A recent writer for the American Legion's monthly magazine fears that an article by National Commander Earl Cocke, Jr. was too subtle for Legion members. There was some question whether readers would recognize their commander's references to "pastel mink coats, Phi Beta Kappa keys, and deference to the British Foreign Office." In answer to this call for help from the ranks, "American Legion" has taken off its kid gloves.
It takes guts for a national magazine to attack the Red Menace in this country, but "American Legion" has been running such expose articles for over a year now. One of the first was "That Man Budenz" in the November 1950 issue, describing the virtues of professional ex-Communist Louis Budenz. Unfortunately columnist Joseph Alsop has just turned up evidence showing Budenz to be little less than an outright liar under oath.
Then, last May, "American Legion" ran an expose entitled "You Should Know About This Book." The book was a Mentor Pocket edition called "Good Reading." The magazine warns us that "unknown even to the publishers, some poisonous pages were slipped into this book, of which two million copies have been sold." These pages "are loaded to the gunnels with the deadly microbes of mental blight straight from the Marxist laboratories of psychological warfare . . . When exposed to the infection, immature, unstable, or impressionable (though innocent) minds might well become permanently warped!" Several paragraphs later we learn the reason for this philippic--"the book unblushingly pays tribute to those badly decomposed tuberoses of demagoguery, Henry Wallace's `Sixty Million Jobs' and Wendell Willkie's `One World'."

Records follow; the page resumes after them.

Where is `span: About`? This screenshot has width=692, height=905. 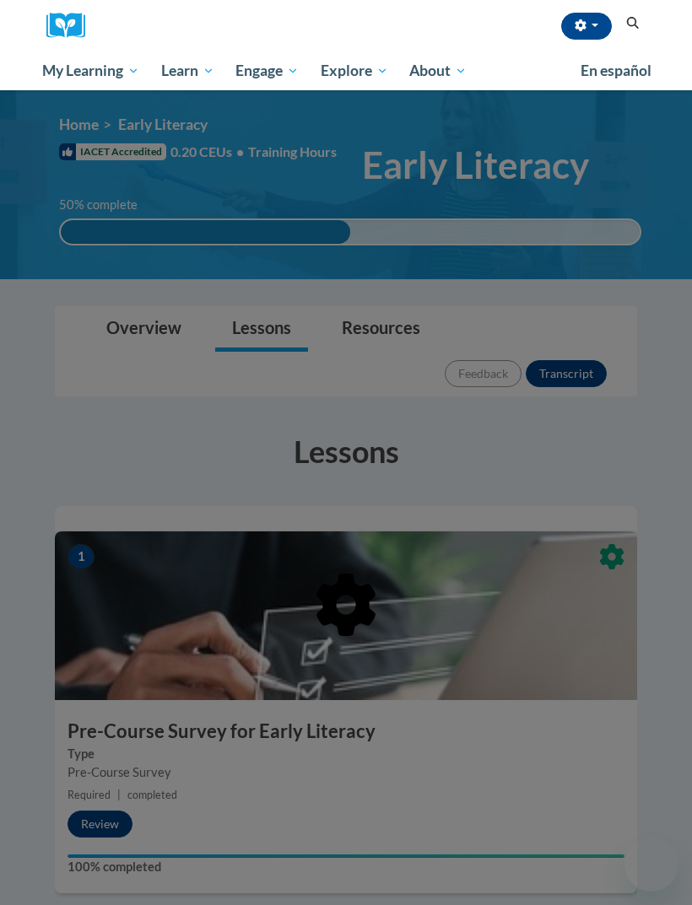
span: About is located at coordinates (438, 71).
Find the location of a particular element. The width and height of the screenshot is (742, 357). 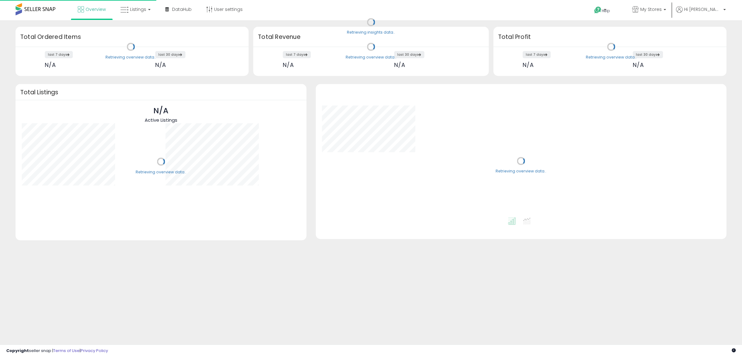

a: Help is located at coordinates (606, 11).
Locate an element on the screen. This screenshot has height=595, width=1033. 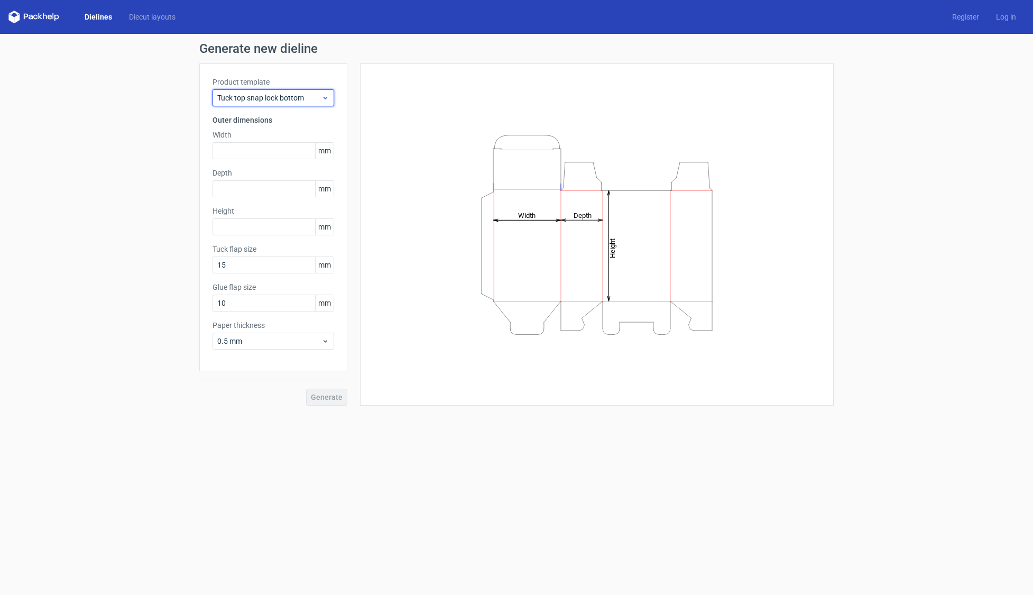
h1: Generate new dieline is located at coordinates (516, 49).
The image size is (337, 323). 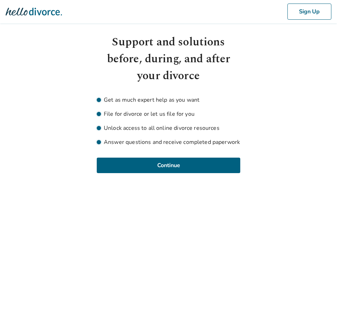 What do you see at coordinates (34, 12) in the screenshot?
I see `img: Hello Divorce Logo` at bounding box center [34, 12].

But it is in the September issue that "American Legion" unleashes its Sunday punch and names names, in a lead article by Eugene Lyons. Mr. Lyons titles the article "Our New Privileged Class"; he is piqued that there are people who have been accused of communist sympathies (by such sources as Louis Budenz and "Red Channels") but have not been struck by "the lightning of society's wrath." He shows a picture of the State Department's John Carter Vincent, and underneath runs the stinging indictment: "From China to Switzerland to North Africa." At the top of another page is a string of photos labeled "Dear to the Hearts of Left-wingers are these controversial figures." Here we find composer Aaron Copland, "recently appointed to a choice chair at Harvard"--and Owen Lattimore, "stung by accusations, he wrote a whimpering lament." The editors of "American Legion" add that this article "Makes the Harvards look ingenuous." It may at that, but only by comparison.